In our obscurity, in all this vastness, there is no hint that help will come from elsewhere to save us from ourselves...

That's a pretty depressing way to start a Jason Bateman (Reitman) film, that's for damn sure. After 12 months of reflection, I think the point of the movie is that the technology that has allowed us to travel 4 billion miles into space to take a picture of Earth is the same technology that is destroying us and our ability to interact with each other.

But what I really got out of the movie was the same takeaway that Tim had when he quit the football team: none of it matters. Who cares if you are so freaking talented that you are a starting quarterback at 15? You are just one of many quarterbacks who is one of many people living on one of many planets in one of many galaxies in what they are now hypothesizing is one of NINE universes!

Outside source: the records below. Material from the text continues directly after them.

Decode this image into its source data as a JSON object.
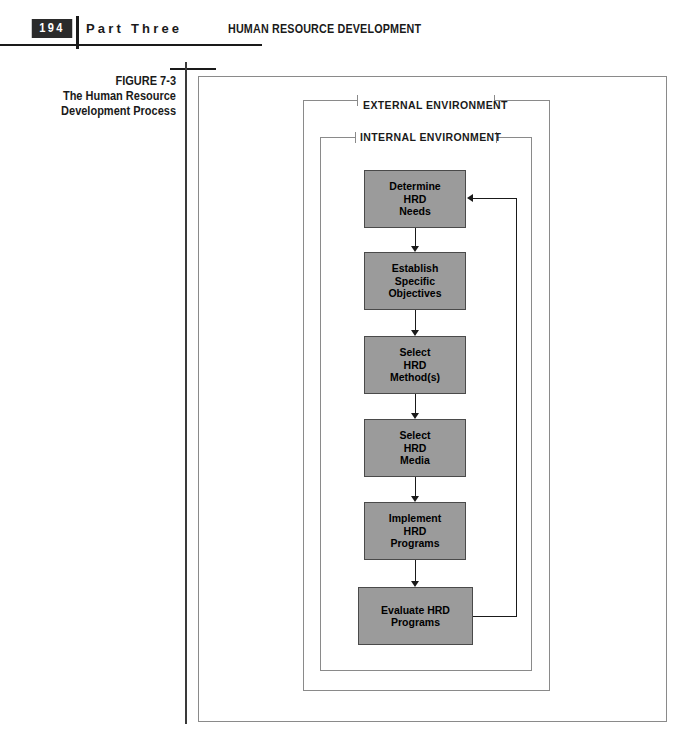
{
  "header": {
    "page_number": "194",
    "part_label": "Part Three",
    "chapter_title": "HUMAN RESOURCE DEVELOPMENT"
  },
  "figure": {
    "number": "FIGURE 7-3",
    "title": "The Human Resource Development Process"
  },
  "diagram": {
    "external_environment_label": "EXTERNAL ENVIRONMENT",
    "internal_environment_label": "INTERNAL ENVIRONMENT",
    "boxes": [
      {
        "id": "determine",
        "label": "Determine\nHRD\nNeeds"
      },
      {
        "id": "establish",
        "label": "Establish\nSpecific\nObjectives"
      },
      {
        "id": "method",
        "label": "Select\nHRD\nMethod(s)"
      },
      {
        "id": "media",
        "label": "Select\nHRD\nMedia"
      },
      {
        "id": "implement",
        "label": "Implement\nHRD\nPrograms"
      },
      {
        "id": "evaluate",
        "label": "Evaluate HRD\nPrograms"
      }
    ]
  },
  "colors": {
    "box_fill": "#9b9b9b",
    "box_border": "#4a4a4a",
    "frame_line": "#8a8a8a",
    "ink": "#1a1a1a",
    "page_number_bg": "#2b2b2b",
    "page_number_fg": "#ffffff"
  }
}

This movie made me search out Sagan's writing. Consider this quote:  “Look back again at the pale blue dot of the preceding chapter. Take a good long look at it. Stare at the dot for any length of time and then try to convince yourself that God created the whole Universe for one of the 10 million or so species of life that inhabit that speck of dust... If this doesn’t strike you as unlikely, pick another dot. Imagine it to be inhabited by a different form of intelligent life. They, too, cherish the notion of a God who has created everything for their benefit. How seriously do you take their claim?”

The obvious point here is that we should not take the claim seriously.

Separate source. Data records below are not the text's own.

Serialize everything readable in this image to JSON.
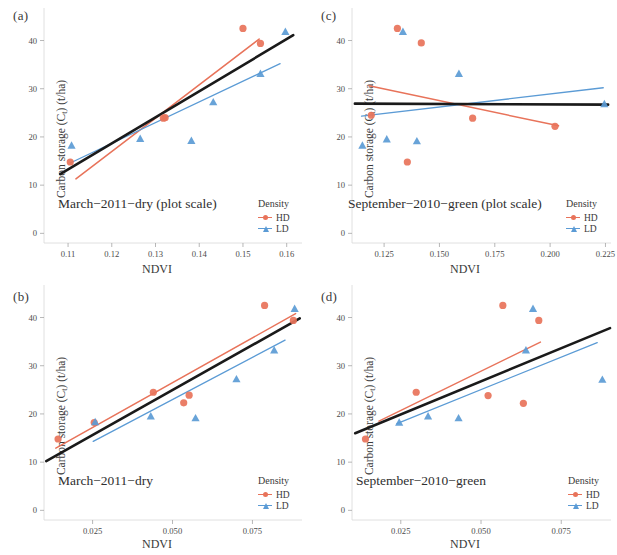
{
  "figure": {
    "ylabel_main": "Carbon storage (C",
    "ylabel_sub": "t",
    "ylabel_tail": ") (t/ha)",
    "xlabel": "NDVI",
    "legend_title": "Density",
    "legend_hd": "HD",
    "legend_ld": "LD"
  },
  "colors": {
    "hd": "#e8735a",
    "ld": "#5b9bd5",
    "overall": "#1a1a1a",
    "axis": "#d8d8d8",
    "text": "#3a3a3a"
  },
  "chart_data": [
    {
      "type": "scatter",
      "panel": "(a)",
      "title": "March−2011−dry (plot scale)",
      "xlabel": "NDVI",
      "ylabel": "Carbon storage (Ct) (t/ha)",
      "xlim": [
        0.1045,
        0.1635
      ],
      "ylim": [
        -2.0,
        45.5
      ],
      "xticks": [
        0.11,
        0.12,
        0.13,
        0.14,
        0.15,
        0.16
      ],
      "xticklabels": [
        "0.11",
        "0.12",
        "0.13",
        "0.14",
        "0.15",
        "0.16"
      ],
      "yticks": [
        0,
        10,
        20,
        30,
        40
      ],
      "yticklabels": [
        "0",
        "10",
        "20",
        "30",
        "40"
      ],
      "grid": false,
      "legend_position": "bottom-right",
      "series": [
        {
          "name": "HD",
          "marker": "circle",
          "color": "#e8735a",
          "points": [
            {
              "x": 0.1105,
              "y": 14.8
            },
            {
              "x": 0.1318,
              "y": 23.9
            },
            {
              "x": 0.1322,
              "y": 24.0
            },
            {
              "x": 0.15,
              "y": 42.5
            },
            {
              "x": 0.154,
              "y": 39.4
            }
          ],
          "fit_line": {
            "x0": 0.1118,
            "y0": 11.3,
            "x1": 0.1537,
            "y1": 40.3
          }
        },
        {
          "name": "LD",
          "marker": "triangle",
          "color": "#5b9bd5",
          "points": [
            {
              "x": 0.1108,
              "y": 18.2
            },
            {
              "x": 0.1265,
              "y": 19.6
            },
            {
              "x": 0.1382,
              "y": 19.2
            },
            {
              "x": 0.1432,
              "y": 27.2
            },
            {
              "x": 0.154,
              "y": 33.1
            },
            {
              "x": 0.1597,
              "y": 41.8
            }
          ],
          "fit_line": {
            "x0": 0.1105,
            "y0": 14.6,
            "x1": 0.1585,
            "y1": 35.2
          }
        },
        {
          "name": "Overall",
          "marker": "none",
          "color": "#1a1a1a",
          "points": [],
          "fit_line": {
            "x0": 0.1082,
            "y0": 12.3,
            "x1": 0.1615,
            "y1": 41.1
          }
        }
      ]
    },
    {
      "type": "scatter",
      "panel": "(c)",
      "title": "September−2010−green (plot scale)",
      "xlabel": "NDVI",
      "ylabel": "Carbon storage (Ct) (t/ha)",
      "xlim": [
        0.1105,
        0.2275
      ],
      "ylim": [
        -2.0,
        45.5
      ],
      "xticks": [
        0.125,
        0.15,
        0.175,
        0.2,
        0.225
      ],
      "xticklabels": [
        "0.125",
        "0.150",
        "0.175",
        "0.200",
        "0.225"
      ],
      "yticks": [
        0,
        10,
        20,
        30,
        40
      ],
      "yticklabels": [
        "0",
        "10",
        "20",
        "30",
        "40"
      ],
      "grid": false,
      "legend_position": "bottom-right",
      "series": [
        {
          "name": "HD",
          "marker": "circle",
          "color": "#e8735a",
          "points": [
            {
              "x": 0.1192,
              "y": 24.5
            },
            {
              "x": 0.131,
              "y": 42.5
            },
            {
              "x": 0.1355,
              "y": 14.8
            },
            {
              "x": 0.1418,
              "y": 39.5
            },
            {
              "x": 0.165,
              "y": 23.9
            },
            {
              "x": 0.2022,
              "y": 22.2
            }
          ],
          "fit_line": {
            "x0": 0.1182,
            "y0": 30.6,
            "x1": 0.2038,
            "y1": 22.3
          }
        },
        {
          "name": "LD",
          "marker": "triangle",
          "color": "#5b9bd5",
          "points": [
            {
              "x": 0.1152,
              "y": 18.2
            },
            {
              "x": 0.1262,
              "y": 19.5
            },
            {
              "x": 0.1335,
              "y": 41.8
            },
            {
              "x": 0.1398,
              "y": 19.1
            },
            {
              "x": 0.1588,
              "y": 33.1
            },
            {
              "x": 0.2245,
              "y": 26.8
            }
          ],
          "fit_line": {
            "x0": 0.1148,
            "y0": 24.3,
            "x1": 0.224,
            "y1": 30.2
          }
        },
        {
          "name": "Overall",
          "marker": "none",
          "color": "#1a1a1a",
          "points": [],
          "fit_line": {
            "x0": 0.1118,
            "y0": 26.9,
            "x1": 0.2262,
            "y1": 26.7
          }
        }
      ]
    },
    {
      "type": "scatter",
      "panel": "(b)",
      "title": "March−2011−dry",
      "xlabel": "NDVI",
      "ylabel": "Carbon storage (Ct) (t/ha)",
      "xlim": [
        0.0098,
        0.0905
      ],
      "ylim": [
        -2.0,
        45.5
      ],
      "xticks": [
        0.025,
        0.05,
        0.075
      ],
      "xticklabels": [
        "0.025",
        "0.050",
        "0.075"
      ],
      "yticks": [
        0,
        10,
        20,
        30,
        40
      ],
      "yticklabels": [
        "0",
        "10",
        "20",
        "30",
        "40"
      ],
      "grid": false,
      "legend_position": "bottom-right",
      "series": [
        {
          "name": "HD",
          "marker": "circle",
          "color": "#e8735a",
          "points": [
            {
              "x": 0.0142,
              "y": 14.8
            },
            {
              "x": 0.0255,
              "y": 18.2
            },
            {
              "x": 0.044,
              "y": 24.5
            },
            {
              "x": 0.0535,
              "y": 22.3
            },
            {
              "x": 0.0552,
              "y": 23.9
            },
            {
              "x": 0.0788,
              "y": 42.5
            },
            {
              "x": 0.0878,
              "y": 39.4
            }
          ],
          "fit_line": {
            "x0": 0.0135,
            "y0": 12.9,
            "x1": 0.0885,
            "y1": 40.8
          }
        },
        {
          "name": "LD",
          "marker": "triangle",
          "color": "#5b9bd5",
          "points": [
            {
              "x": 0.0258,
              "y": 18.3
            },
            {
              "x": 0.0432,
              "y": 19.5
            },
            {
              "x": 0.0572,
              "y": 19.1
            },
            {
              "x": 0.07,
              "y": 27.2
            },
            {
              "x": 0.0818,
              "y": 33.2
            },
            {
              "x": 0.0882,
              "y": 41.8
            }
          ],
          "fit_line": {
            "x0": 0.0252,
            "y0": 14.3,
            "x1": 0.0852,
            "y1": 35.3
          }
        },
        {
          "name": "Overall",
          "marker": "none",
          "color": "#1a1a1a",
          "points": [],
          "fit_line": {
            "x0": 0.0105,
            "y0": 10.2,
            "x1": 0.0898,
            "y1": 39.8
          }
        }
      ]
    },
    {
      "type": "scatter",
      "panel": "(d)",
      "title": "September−2010−green",
      "xlabel": "NDVI",
      "ylabel": "Carbon storage (Ct) (t/ha)",
      "xlim": [
        0.0098,
        0.0905
      ],
      "ylim": [
        -2.0,
        45.5
      ],
      "xticks": [
        0.025,
        0.05,
        0.075
      ],
      "xticklabels": [
        "0.025",
        "0.050",
        "0.075"
      ],
      "yticks": [
        0,
        10,
        20,
        30,
        40
      ],
      "yticklabels": [
        "0",
        "10",
        "20",
        "30",
        "40"
      ],
      "grid": false,
      "legend_position": "bottom-right",
      "series": [
        {
          "name": "HD",
          "marker": "circle",
          "color": "#e8735a",
          "points": [
            {
              "x": 0.014,
              "y": 14.8
            },
            {
              "x": 0.0298,
              "y": 24.5
            },
            {
              "x": 0.0522,
              "y": 23.8
            },
            {
              "x": 0.0568,
              "y": 42.5
            },
            {
              "x": 0.0632,
              "y": 22.2
            },
            {
              "x": 0.068,
              "y": 39.4
            }
          ],
          "fit_line": {
            "x0": 0.0182,
            "y0": 18.5,
            "x1": 0.0685,
            "y1": 34.9
          }
        },
        {
          "name": "LD",
          "marker": "triangle",
          "color": "#5b9bd5",
          "points": [
            {
              "x": 0.0245,
              "y": 18.2
            },
            {
              "x": 0.0335,
              "y": 19.5
            },
            {
              "x": 0.043,
              "y": 19.1
            },
            {
              "x": 0.064,
              "y": 33.2
            },
            {
              "x": 0.0662,
              "y": 41.8
            },
            {
              "x": 0.0878,
              "y": 27.1
            }
          ],
          "fit_line": {
            "x0": 0.0238,
            "y0": 18.0,
            "x1": 0.0862,
            "y1": 34.8
          }
        },
        {
          "name": "Overall",
          "marker": "none",
          "color": "#1a1a1a",
          "points": [],
          "fit_line": {
            "x0": 0.0108,
            "y0": 16.0,
            "x1": 0.0902,
            "y1": 37.8
          }
        }
      ]
    }
  ]
}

Carl Sagan was a brilliant astrophysicist. When I look at his words and I look at pictures from the Voyager expedition, I cannot help but be swayed. It does seem extremely unlikely that "help will come from elsewhere to save us." I envy people who believe in God despite the vastness of our universe(s) and the obscurity of our mote of dust. But have they just not seen the space probe images? Have they just not read Carl Sagan and Stephen Hawking? Is it merely easier to go along with what they've "always" believed and ignore new evidence?

I don't know. I wish I had faith. I miss having it. But for the last year I have not been able to shake the echo of Sagan's words:    We long for a Parent to care for us, to forgive us our errors, to save us from our childish mistakes. But knowledge is preferable to ignorance. Better by far to embrace the hard truth than a reassuring fable.